Children left behind

Kozol_thumb1.jpg

Author and education activist Jonathan Kozol arrived at Rockefeller Chapel Wednesday evening in a suit and tie, but by the time he took the podium a few minutes later, he'd shed his jacket and rolled his sleeves up past his elbows. "My heart is very heavy nowadays," he told an audience of mostly teachers as he launched into a 90-minute declamation against the No Child Left Behind Act. Instead of true learning, he said, the 2001 law focuses on pumping schoolchildren with "mini-chunks of amputated knowledge." Its strictures, Kozol said, have sparked the exodus of young, talented teachers from urban public schools and stifled classrooms with "protomilitary instruction." Standardized exams now often begin in kindergarten, he added, and teachers spend as much as half their time drilling students in test-taking. Faltering scores can mean punishment for both teachers and schools.

Kozol called No Child Left Behind less an attempt at education reform than a "shaming ritual to discredit the entire system of public education itself." He added, "Strict classroom rules and sanctions and threats won't make wizards out of bad teachers."

He did offer a few words of encouragement. His most recent book, Letters to a Young Teacher, recounts his correspondence with a first-year elementary-school teacher he calls "Francesca." Working in Boston—where Kozol began his own teaching career in 1964—Francesca resists "teaching to the test," and the book offers strategies, he said, for "how to rebel against the things teachers find abhorrent" while keeping their jobs.

Kozol is also pushing for solutions from Capitol Hill. Since July 4 he has fasted to protest the No Child Left Behind Act—during his talk he looked and sounded frail—and he has formed an advocacy organization to push legislators, in particular Senate Education Committee Chair Ted Kennedy, to change the law, which comes up for reauthorization this fall. Sign-up sheets for Education Action! passed through the audience as he spoke. "I don't want to be alone in this fight," he said.

L.G.

Photo: More than 70 days into a fast protesting No Child Left Behind, Jonathan Kozol brought his case against the education law to a Rockefeller Chapel audience.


Task item: Each entry is to be repeated word for word, and the images are to be dropped.

Element data from apps and pages:
★ ★ ★ ★ ★

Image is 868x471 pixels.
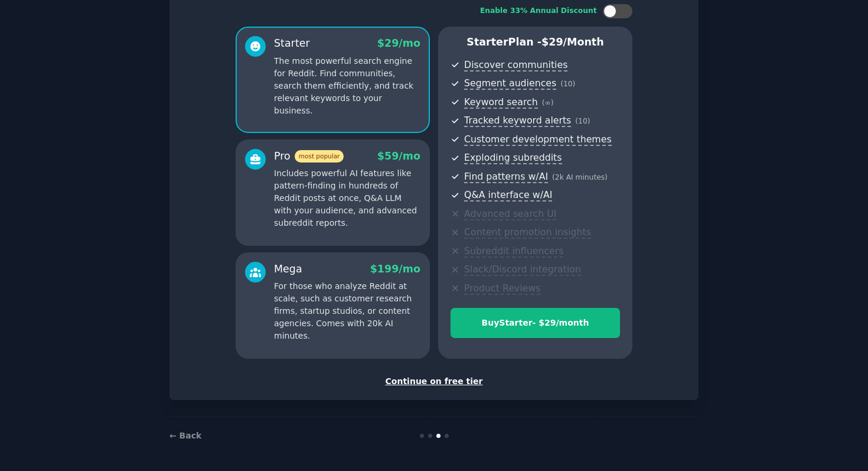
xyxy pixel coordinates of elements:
p: For those who analyze Reddit at scale, such as customer research firms, startup studios, or conte... [274,280,420,342]
div: Pro [274,149,344,164]
span: Product Reviews [464,283,540,295]
button: BuyStarter- $29/month [451,308,620,338]
span: Q&A interface w/AI [464,189,552,201]
span: Customer development themes [464,133,611,146]
span: Advanced search UI [464,208,556,221]
p: The most powerful search engine for Reddit. Find communities, search them efficiently, and track ... [274,55,420,117]
div: Starter [274,36,310,51]
span: ( 10 ) [561,80,575,88]
div: Continue on free tier [182,376,686,388]
span: $ 199 /mo [370,263,420,275]
span: ( 2k AI minutes ) [552,173,608,181]
span: ( ∞ ) [542,99,554,107]
span: Discover communities [464,59,568,72]
span: Content promotion insights [464,226,591,239]
span: Keyword search [464,97,538,109]
div: Mega [274,262,302,276]
p: Starter Plan - [451,35,620,50]
span: $ 29 /month [542,36,604,48]
span: most popular [295,150,344,163]
span: Tracked keyword alerts [464,114,571,127]
span: Exploding subreddits [464,152,561,165]
span: Find patterns w/AI [464,171,548,183]
span: ( 10 ) [575,117,590,125]
span: $ 29 /mo [377,38,420,49]
p: Includes powerful AI features like pattern-finding in hundreds of Reddit posts at once, Q&A LLM w... [274,167,420,229]
span: $ 59 /mo [377,150,420,162]
a: ← Back [170,431,201,440]
div: Buy Starter - $ 29 /month [451,317,619,329]
div: Enable 33% Annual Discount [480,6,597,17]
span: Segment audiences [464,78,556,90]
span: Slack/Discord integration [464,264,581,276]
span: Subreddit influencers [464,245,563,257]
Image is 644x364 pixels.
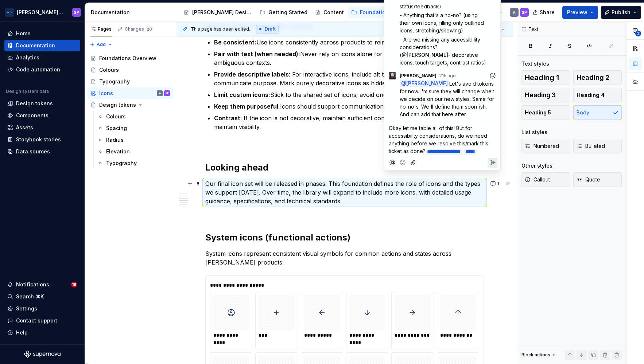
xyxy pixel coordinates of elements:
[16,305,37,312] div: Settings
[388,125,490,154] span: Okay let me table all of this! But for accessibility considerations, do we need anything before w...
[16,293,43,300] div: Search ⌘K
[94,111,173,123] a: Colours
[577,176,600,183] span: Quote
[97,41,106,47] span: Add
[16,281,49,288] div: Notifications
[99,66,119,74] div: Colours
[191,26,250,32] span: This page has been edited.
[16,135,61,143] div: Storybook stories
[488,179,503,189] button: 1
[406,80,447,87] span: [PERSON_NAME]
[16,29,30,37] div: Home
[192,8,252,16] div: [PERSON_NAME] Design
[400,37,482,58] span: - Are we missing any accessibility considerations? (
[348,6,395,18] a: Foundations
[24,350,61,358] svg: Supernova Logo
[88,65,173,76] a: Colours
[99,89,113,97] div: Icons
[165,89,169,97] div: SP
[16,317,57,324] div: Contact support
[522,9,527,16] div: SP
[99,78,130,85] div: Typography
[214,38,483,47] p: Use icons consistently across products to reinforce recognition.
[214,50,483,67] p: Never rely on icons alone for meaning, especially in critical or ambiguous contexts.
[525,143,559,149] span: Numbered
[540,8,555,16] span: Share
[94,158,173,169] a: Typography
[525,109,551,116] span: Heading 5
[5,326,80,338] button: Help
[573,139,622,153] button: Bulleted
[388,122,497,156] div: Composer editor
[99,101,136,109] div: Design tokens
[400,80,449,87] span: @
[5,40,80,52] a: Documentation
[400,80,495,117] span: Let's avoid tokens for now. I'm sure they will change when we decide on our new styles. Same for ...
[214,90,483,99] p: Stick to the shared set of icons; avoid one-off icons that add noise.
[5,110,80,122] a: Components
[214,114,240,122] strong: Contrast
[487,71,497,80] button: Add reaction
[573,88,622,102] button: Heading 4
[5,278,80,290] button: Notifications18
[265,26,276,32] span: Draft
[16,66,60,73] div: Code automation
[88,76,173,88] a: Typography
[16,100,53,107] div: Design tokens
[525,74,559,81] span: Heading 1
[214,39,256,46] strong: Be consistent:
[400,73,436,78] span: [PERSON_NAME]
[5,302,80,314] a: Settings
[94,146,173,158] a: Elevation
[573,172,622,187] button: Quote
[214,102,280,110] strong: Keep them purposeful:
[256,6,310,18] a: Getting Started
[205,231,483,243] h2: System icons (functional actions)
[106,159,137,167] div: Typography
[214,51,300,57] strong: Pair with text (when needed):
[159,89,161,97] div: A
[521,88,570,102] button: Heading 3
[388,72,396,79] img: Teunis Vorsteveld
[146,26,153,32] span: 20
[181,6,476,19] div: Page tree
[577,91,604,99] span: Heading 4
[521,172,570,187] button: Callout
[214,113,483,131] p: : If the icon is not decorative, maintain sufficient contrast against all backgrounds to maintain...
[400,12,485,33] span: - Anything that's a no-no? (using their own icons, filling only outlined icons, stretching/skewing)
[521,128,547,135] div: List styles
[529,6,559,19] button: Share
[521,352,550,358] div: Block actions
[205,179,483,205] p: Our final icon set will be released in phases. This foundation defines the role of icons and the ...
[521,60,549,67] div: Text styles
[388,158,397,168] button: Mention someone
[214,71,289,78] strong: Provide descriptive labels
[521,349,556,359] div: Block actions
[5,52,80,64] a: Analytics
[125,26,153,32] div: Changes
[16,147,50,155] div: Data sources
[205,161,483,173] h2: Looking ahead
[90,8,173,16] div: Documentation
[324,8,344,16] div: Content
[612,8,630,16] span: Publish
[268,8,307,16] div: Getting Started
[525,176,550,183] span: Callout
[573,70,622,85] button: Heading 2
[400,52,486,65] span: - decorative icons, touch targets, contrast ratios)
[94,134,173,146] a: Radius
[407,52,448,58] span: [PERSON_NAME]
[90,26,112,32] div: Pages
[5,314,80,326] button: Contact support
[6,8,14,17] img: f0306bc8-3074-41fb-b11c-7d2e8671d5eb.png
[16,112,49,119] div: Components
[521,162,553,170] div: Other styles
[106,147,130,155] div: Elevation
[6,88,49,94] div: Design system data
[99,54,157,62] div: Foundations Overview
[214,70,483,88] p: : For interactive icons, include alt text, aria-labels, or visible text to communicate purpose. M...
[88,99,173,111] a: Design tokens
[88,53,173,169] div: Page tree
[487,158,497,168] button: Reply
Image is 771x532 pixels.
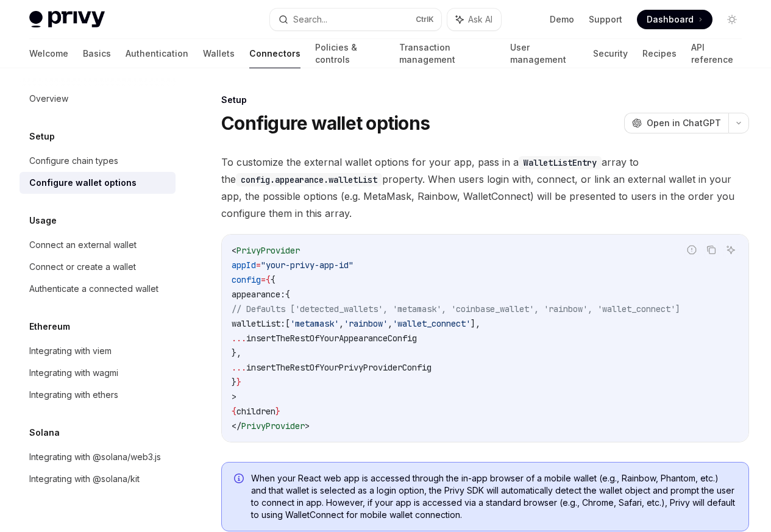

★ ★ ★ ★ ★

Written reply:
Image is 868x471 pixels.
xyxy pixel coordinates of elements:
p: For those who analyze Reddit at scale, such as customer research firms, startup studios, or conte... [274,280,420,342]
div: Pro [274,149,344,164]
span: Product Reviews [464,283,540,295]
button: BuyStarter- $29/month [451,308,620,338]
span: Q&A interface w/AI [464,189,552,201]
span: Customer development themes [464,133,611,146]
span: Advanced search UI [464,208,556,221]
p: The most powerful search engine for Reddit. Find communities, search them efficiently, and track ... [274,55,420,117]
div: Starter [274,36,310,51]
span: ( 10 ) [561,80,575,88]
div: Continue on free tier [182,376,686,388]
span: $ 199 /mo [370,263,420,275]
span: ( 2k AI minutes ) [552,173,608,181]
span: ( ∞ ) [542,99,554,107]
span: Discover communities [464,59,568,72]
span: Content promotion insights [464,226,591,239]
span: Keyword search [464,97,538,109]
div: Mega [274,262,302,276]
p: Starter Plan - [451,35,620,50]
span: $ 29 /month [542,36,604,48]
span: most popular [295,150,344,163]
span: Tracked keyword alerts [464,114,571,127]
span: Exploding subreddits [464,152,561,165]
span: Find patterns w/AI [464,171,548,183]
span: ( 10 ) [575,117,590,125]
span: $ 29 /mo [377,38,420,49]
p: Includes powerful AI features like pattern-finding in hundreds of Reddit posts at once, Q&A LLM w... [274,167,420,229]
span: $ 59 /mo [377,150,420,162]
a: ← Back [170,431,201,440]
div: Buy Starter - $ 29 /month [451,317,619,329]
div: Enable 33% Annual Discount [480,6,597,17]
span: Segment audiences [464,78,556,90]
span: Slack/Discord integration [464,264,581,276]
span: Subreddit influencers [464,245,563,257]
Image is 644x364 pixels.
xyxy pixel coordinates of elements:
[16,305,37,312] div: Settings
[388,125,490,154] span: Okay let me table all of this! But for accessibility considerations, do we need anything before w...
[16,293,43,300] div: Search ⌘K
[94,111,173,123] a: Colours
[577,176,600,183] span: Quote
[97,41,106,47] span: Add
[16,281,49,288] div: Notifications
[99,66,119,74] div: Colours
[191,26,250,32] span: This page has been edited.
[16,135,61,143] div: Storybook stories
[488,179,503,189] button: 1
[406,80,447,87] span: [PERSON_NAME]
[16,29,30,37] div: Home
[192,8,252,16] div: [PERSON_NAME] Design
[400,37,482,58] span: - Are we missing any accessibility considerations? (
[348,6,395,18] a: Foundations
[24,350,61,358] svg: Supernova Logo
[88,65,173,76] a: Colours
[99,89,113,97] div: Icons
[165,89,169,97] div: SP
[16,317,57,324] div: Contact support
[522,9,527,16] div: SP
[99,78,130,85] div: Typography
[214,38,483,47] p: Use icons consistently across products to reinforce recognition.
[214,50,483,67] p: Never rely on icons alone for meaning, especially in critical or ambiguous contexts.
[525,143,559,149] span: Numbered
[540,8,555,16] span: Share
[94,158,173,169] a: Typography
[525,109,551,116] span: Heading 5
[5,326,80,338] button: Help
[573,139,622,153] button: Bulleted
[388,122,497,156] div: Composer editor
[99,101,136,109] div: Design tokens
[400,80,449,87] span: @
[5,40,80,52] a: Documentation
[400,80,495,117] span: Let's avoid tokens for now. I'm sure they will change when we decide on our new styles. Same for ...
[214,90,483,99] p: Stick to the shared set of icons; avoid one-off icons that add noise.
[5,110,80,122] a: Components
[214,114,240,122] strong: Contrast
[487,71,497,80] button: Add reaction
[573,88,622,102] button: Heading 4
[5,278,80,290] button: Notifications18
[265,26,276,32] span: Draft
[16,66,60,73] div: Code automation
[88,76,173,88] a: Typography
[16,100,53,107] div: Design tokens
[525,74,559,81] span: Heading 1
[214,39,256,46] strong: Be consistent:
[400,73,436,78] span: [PERSON_NAME]
[5,302,80,314] a: Settings
[94,146,173,158] a: Elevation
[573,172,622,187] button: Quote
[214,102,280,110] strong: Keep them purposeful:
[256,6,310,18] a: Getting Started
[205,231,483,243] h2: System icons (functional actions)
[106,159,137,167] div: Typography
[214,51,300,57] strong: Pair with text (when needed):
[159,89,161,97] div: A
[521,88,570,102] button: Heading 3
[388,72,396,79] img: Teunis Vorsteveld
[146,26,153,32] span: 20
[181,6,476,19] div: Page tree
[577,91,604,99] span: Heading 4
[521,172,570,187] button: Callout
[214,113,483,131] p: : If the icon is not decorative, maintain sufficient contrast against all backgrounds to maintain...
[400,12,485,33] span: - Anything that's a no-no? (using their own icons, filling only outlined icons, stretching/skewing)
[521,128,547,135] div: List styles
[529,6,559,19] button: Share
[521,352,550,358] div: Block actions
[205,179,483,205] p: Our final icon set will be released in phases. This foundation defines the role of icons and the ...
[521,60,549,67] div: Text styles
[388,158,397,168] button: Mention someone
[214,71,289,78] strong: Provide descriptive labels
[521,349,556,359] div: Block actions
[5,52,80,64] a: Analytics
[125,26,153,32] div: Changes
[16,147,50,155] div: Data sources
[205,161,483,173] h2: Looking ahead
[90,8,173,16] div: Documentation
[324,8,344,16] div: Content
[612,8,630,16] span: Publish
[268,8,307,16] div: Getting Started
[525,176,550,183] span: Callout
[573,70,622,85] button: Heading 2
[400,52,486,65] span: - decorative icons, touch targets, contrast ratios)
[94,134,173,146] a: Radius
[407,52,448,58] span: [PERSON_NAME]
[90,26,112,32] div: Pages
[5,314,80,326] button: Contact support
[6,8,14,17] img: f0306bc8-3074-41fb-b11c-7d2e8671d5eb.png
[16,112,49,119] div: Components
[521,162,553,170] div: Other styles
[106,147,130,155] div: Elevation
[6,88,49,94] div: Design system data
[99,54,157,62] div: Foundations Overview
[214,70,483,88] p: : For interactive icons, include alt text, aria-labels, or visible text to communicate purpose. M...
[88,99,173,111] a: Design tokens
[88,53,173,169] div: Page tree
[487,158,497,168] button: Reply
Image is 771x532 pixels.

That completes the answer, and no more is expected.